How do you want to put these recordings out?
It’s difficult to know the best way to release this stuff, whether just to put it out and let it go out into the online ether and allow it to … You know, I’m getting old now, and I just feel like I’m sitting on so much stuff. I must have about 450 demos, but quite a few of those have been bootlegged. Quite a few have been tracked down in various ways. I don’t know how people get hold of them, but they do. I must have made copies for guys in the band and then they got left behind or somebody’s picked them up. I had a few demos stolen from me by a writer that I was working with once on something, so there are various times tracks have gotten out.
Since you’ve been reflecting, what have you learned about yourself as a songwriter from listening to those early demos?

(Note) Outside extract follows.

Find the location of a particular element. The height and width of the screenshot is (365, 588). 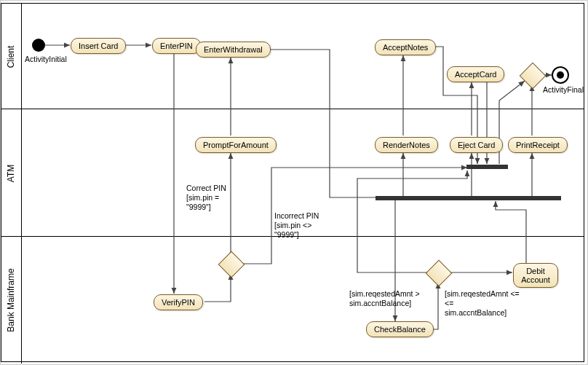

We were young. And a lot of the work that we did was good because we were young. You sit down to write a song when you’re 71 years old and … I was trying to write something this morning about the Million March that we had here and all I could think about was, “You threw fireworks at the horses.” It’s very, very fucking difficult to come up with another “Won’t Get Fooled Again.” “Won’t Get Fooled Again” is an anti-revolution song and I don’t think there’s been a revolution worth the paper it’s been written on. Ever. But maybe I haven’t read enough history to get that right. I don’t know that I would indict anybody who would want to revolt against the establishment today, but it’s interesting. I did it and I said it then and I stood by it and I can stand by it today.